The thought of blogging predictions for the New Year in Deliverability makes me cringe. I’m not exactly sure why; it may have something to do with the fact that everyone else has already done it – we’ve had a bumper crop so far this year. Mostly, I think, I’d hate to be proven wrong later. So, instead of offering my own predictions (which would doubtlessly sound much like anyone else’s), I’d like to take a look at two different trends in deliverability that came only half-true in 2010, but that are still worth your time to continue to watch in 2011. The two trends are Domain Reputation and Engagement Metrics.
If you can recall what it was like to switch mobile carriers before the winter of 2003, you’ll understand why domain reputation is a big deal. If you wanted to switch carriers then, you had to get a new mobile number, because the local number portability rules for cell phones hadn’t yet been enacted. Coworkers, friends, relatives, and vendors all had to be notified of the change if you wanted them to stay in touch with you. It was a royal pain — painful enough in many instances to keep folks from switching carriers in the first place.
Today, sender reputation is largely associated with the IP address from which e-mail originates, and not with a business or brand. If a sender wants to migrate their e-mail program off of the desktop onto a hosted platform (like Real Magnet), or change ESPs, they’ll have to leave their sender reputation behind and start from scratch because the move means they’d be sending from an entirely different IP address.
Domain reputation is like local number portability: a reputation score is associated with sending domain (e.g., mail.yourbrand.com) instead of a dotted quad (209.108.90.17). On an Internet in which reputation is assigned to a domain rather than to an IP address, sender reputation can follow the company or brand, for better or worse, across changes in originating IP address.
Domain reputation was one of the hot new things that was supposed to gain traction in 2010, but that mostly didn’t. To be sure, ISPs are filtering on domains and URLs in the content of e-mail messages (for sites that are known to host malware or to be associated with spam, for example) but that are not necessarily domains that belong to the sender. Some of the big free inbox providers use their own, internal sender domain reputation systems for filtering, but these are still miles away from the kind of granular reputation scoring data that is available for IP addresses.
One key reason why domain reputation hasn’t enjoyed widespread adoption is because it relies on the use of sender authentication protocols to tie reputation to the sender, and lots of senders aren’t bothering to implement those protocols. But just last week, the smart folks at Gmail announced that businesses who host their mail on Google Apps can use DKIM, a particularly flexible authentication protocol, just by ticking a box in their application settings. If other large mail hosts follow suit, domain reputation has a chance to pick up steam in 2011.
The other prediction that became only half-true is the broad adoption of detailed engagement metrics by ISPs for automated deliverability decisions. Hotmail and Gmail made a huge splash last year by incorporating some engagement metrics in their filtering processes. Priority Inbox at Gmail, and Sweep at Hotmail/Live give preferred delivery – and even preferred positioning within the inbox – to mail that the recipient has opened or clicked through from before.
But beyond those two standouts, and only in a fairly limited way, none of the other large ISPs or reputation scoring firms seems to have done much more than experiment with collecting and using the data. The incremental improvement to their existing filters does not appear to have justified the huge overhead associated with the collection and management of all the additional data. For a time, we’d heard that ISPs were measuring all kinds of engagement metrics – like social network sharing activity, and even how long a recipient appears to spend reading messages from a given sender. But beyond the opens, clicks and spam complaints, other engagement metrics just don’t seem to be all that much more useful for deliverability.
That’s not to say that senders don’t need to worry about engagement – engagement remains incredibly important. Those clicks, opens and complaints remain significant components of sender reputation. Tracking engagement is critical to improving ROI. Senders who perform even a modicum of content or subject line testing gain incredible insight on how recipients are interacting with their mail, and can learn much about what will generate the best conversion rates. But when it comes to getting into the inbox, detailed engagement metrics do not appear to be on track to becoming as important to recipient domains as blocklists, content filtering, and IP reputation scores.
Detailed engagement metrics and domain reputation scoring are two big trends of 2010 that happened only half-way. But don’t get me wrong – they remain important concepts for deliverability, and successful senders will keep their eyes open for broader adoption in 2011.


REQUIRED ACTION :: Every record has to be written out exactly, with no line missing.

• • • •

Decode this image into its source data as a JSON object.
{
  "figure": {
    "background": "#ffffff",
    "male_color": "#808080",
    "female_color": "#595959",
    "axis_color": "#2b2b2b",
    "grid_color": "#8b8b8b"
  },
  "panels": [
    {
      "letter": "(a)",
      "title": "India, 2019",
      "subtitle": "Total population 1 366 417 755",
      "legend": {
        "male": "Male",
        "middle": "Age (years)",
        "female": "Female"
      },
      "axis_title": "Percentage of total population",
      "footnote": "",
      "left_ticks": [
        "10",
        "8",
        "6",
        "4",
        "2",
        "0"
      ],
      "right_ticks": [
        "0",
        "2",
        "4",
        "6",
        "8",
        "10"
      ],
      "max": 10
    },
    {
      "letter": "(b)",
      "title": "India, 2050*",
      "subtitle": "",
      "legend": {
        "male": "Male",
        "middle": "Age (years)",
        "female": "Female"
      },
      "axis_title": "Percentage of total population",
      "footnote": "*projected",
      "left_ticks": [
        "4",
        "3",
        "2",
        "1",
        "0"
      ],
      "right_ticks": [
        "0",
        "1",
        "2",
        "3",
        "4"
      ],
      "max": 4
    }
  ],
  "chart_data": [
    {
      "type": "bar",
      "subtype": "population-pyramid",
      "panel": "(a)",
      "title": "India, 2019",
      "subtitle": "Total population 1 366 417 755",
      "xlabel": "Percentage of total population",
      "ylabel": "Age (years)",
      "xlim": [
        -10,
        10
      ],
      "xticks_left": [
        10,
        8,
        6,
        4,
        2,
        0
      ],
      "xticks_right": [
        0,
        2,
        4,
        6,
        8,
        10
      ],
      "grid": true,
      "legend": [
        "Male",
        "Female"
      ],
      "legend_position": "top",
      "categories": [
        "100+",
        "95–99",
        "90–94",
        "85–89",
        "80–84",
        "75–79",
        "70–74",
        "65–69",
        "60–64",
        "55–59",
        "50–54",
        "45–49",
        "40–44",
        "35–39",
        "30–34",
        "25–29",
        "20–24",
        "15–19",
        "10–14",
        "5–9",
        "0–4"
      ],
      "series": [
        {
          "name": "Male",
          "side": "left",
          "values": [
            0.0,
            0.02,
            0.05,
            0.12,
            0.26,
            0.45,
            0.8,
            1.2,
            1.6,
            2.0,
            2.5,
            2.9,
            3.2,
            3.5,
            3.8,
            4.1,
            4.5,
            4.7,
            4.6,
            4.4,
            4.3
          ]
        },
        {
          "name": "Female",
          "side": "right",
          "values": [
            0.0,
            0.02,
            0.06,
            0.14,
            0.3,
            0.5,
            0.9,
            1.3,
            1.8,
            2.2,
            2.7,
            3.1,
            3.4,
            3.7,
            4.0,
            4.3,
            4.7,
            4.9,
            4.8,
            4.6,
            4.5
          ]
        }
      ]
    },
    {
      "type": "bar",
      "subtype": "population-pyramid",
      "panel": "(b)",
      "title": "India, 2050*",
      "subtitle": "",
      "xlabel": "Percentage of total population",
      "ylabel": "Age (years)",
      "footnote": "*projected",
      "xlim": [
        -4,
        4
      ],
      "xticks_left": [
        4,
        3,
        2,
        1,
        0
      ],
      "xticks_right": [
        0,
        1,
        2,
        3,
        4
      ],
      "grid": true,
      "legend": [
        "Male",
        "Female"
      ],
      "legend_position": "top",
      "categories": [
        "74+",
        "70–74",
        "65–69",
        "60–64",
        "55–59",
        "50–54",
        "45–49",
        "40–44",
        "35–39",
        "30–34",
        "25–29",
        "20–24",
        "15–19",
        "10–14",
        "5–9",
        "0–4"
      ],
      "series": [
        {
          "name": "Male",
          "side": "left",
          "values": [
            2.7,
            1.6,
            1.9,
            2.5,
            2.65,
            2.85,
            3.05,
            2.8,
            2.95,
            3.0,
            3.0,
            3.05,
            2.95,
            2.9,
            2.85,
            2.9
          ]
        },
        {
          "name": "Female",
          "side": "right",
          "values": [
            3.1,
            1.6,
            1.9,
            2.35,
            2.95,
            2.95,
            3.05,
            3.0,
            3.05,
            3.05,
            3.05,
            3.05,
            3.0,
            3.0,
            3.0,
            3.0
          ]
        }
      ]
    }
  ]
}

• • • •

COMPLETED TASK ::
Decode this image into its source data as a JSON object.
{
  "figure": {
    "background": "#ffffff",
    "male_color": "#808080",
    "female_color": "#595959",
    "axis_color": "#2b2b2b",
    "grid_color": "#8b8b8b"
  },
  "panels": [
    {
      "letter": "(a)",
      "title": "India, 2019",
      "subtitle": "Total population 1 366 417 755",
      "legend": {
        "male": "Male",
        "middle": "Age (years)",
        "female": "Female"
      },
      "axis_title": "Percentage of total population",
      "footnote": "",
      "left_ticks": [
        "10",
        "8",
        "6",
        "4",
        "2",
        "0"
      ],
      "right_ticks": [
        "0",
        "2",
        "4",
        "6",
        "8",
        "10"
      ],
      "max": 10
    },
    {
      "letter": "(b)",
      "title": "India, 2050*",
      "subtitle": "",
      "legend": {
        "male": "Male",
        "middle": "Age (years)",
        "female": "Female"
      },
      "axis_title": "Percentage of total population",
      "footnote": "*projected",
      "left_ticks": [
        "4",
        "3",
        "2",
        "1",
        "0"
      ],
      "right_ticks": [
        "0",
        "1",
        "2",
        "3",
        "4"
      ],
      "max": 4
    }
  ],
  "chart_data": [
    {
      "type": "bar",
      "subtype": "population-pyramid",
      "panel": "(a)",
      "title": "India, 2019",
      "subtitle": "Total population 1 366 417 755",
      "xlabel": "Percentage of total population",
      "ylabel": "Age (years)",
      "xlim": [
        -10,
        10
      ],
      "xticks_left": [
        10,
        8,
        6,
        4,
        2,
        0
      ],
      "xticks_right": [
        0,
        2,
        4,
        6,
        8,
        10
      ],
      "grid": true,
      "legend": [
        "Male",
        "Female"
      ],
      "legend_position": "top",
      "categories": [
        "100+",
        "95–99",
        "90–94",
        "85–89",
        "80–84",
        "75–79",
        "70–74",
        "65–69",
        "60–64",
        "55–59",
        "50–54",
        "45–49",
        "40–44",
        "35–39",
        "30–34",
        "25–29",
        "20–24",
        "15–19",
        "10–14",
        "5–9",
        "0–4"
      ],
      "series": [
        {
          "name": "Male",
          "side": "left",
          "values": [
            0.0,
            0.02,
            0.05,
            0.12,
            0.26,
            0.45,
            0.8,
            1.2,
            1.6,
            2.0,
            2.5,
            2.9,
            3.2,
            3.5,
            3.8,
            4.1,
            4.5,
            4.7,
            4.6,
            4.4,
            4.3
          ]
        },
        {
          "name": "Female",
          "side": "right",
          "values": [
            0.0,
            0.02,
            0.06,
            0.14,
            0.3,
            0.5,
            0.9,
            1.3,
            1.8,
            2.2,
            2.7,
            3.1,
            3.4,
            3.7,
            4.0,
            4.3,
            4.7,
            4.9,
            4.8,
            4.6,
            4.5
          ]
        }
      ]
    },
    {
      "type": "bar",
      "subtype": "population-pyramid",
      "panel": "(b)",
      "title": "India, 2050*",
      "subtitle": "",
      "xlabel": "Percentage of total population",
      "ylabel": "Age (years)",
      "footnote": "*projected",
      "xlim": [
        -4,
        4
      ],
      "xticks_left": [
        4,
        3,
        2,
        1,
        0
      ],
      "xticks_right": [
        0,
        1,
        2,
        3,
        4
      ],
      "grid": true,
      "legend": [
        "Male",
        "Female"
      ],
      "legend_position": "top",
      "categories": [
        "74+",
        "70–74",
        "65–69",
        "60–64",
        "55–59",
        "50–54",
        "45–49",
        "40–44",
        "35–39",
        "30–34",
        "25–29",
        "20–24",
        "15–19",
        "10–14",
        "5–9",
        "0–4"
      ],
      "series": [
        {
          "name": "Male",
          "side": "left",
          "values": [
            2.7,
            1.6,
            1.9,
            2.5,
            2.65,
            2.85,
            3.05,
            2.8,
            2.95,
            3.0,
            3.0,
            3.05,
            2.95,
            2.9,
            2.85,
            2.9
          ]
        },
        {
          "name": "Female",
          "side": "right",
          "values": [
            3.1,
            1.6,
            1.9,
            2.35,
            2.95,
            2.95,
            3.05,
            3.0,
            3.05,
            3.05,
            3.05,
            3.05,
            3.0,
            3.0,
            3.0,
            3.0
          ]
        }
      ]
    }
  ]
}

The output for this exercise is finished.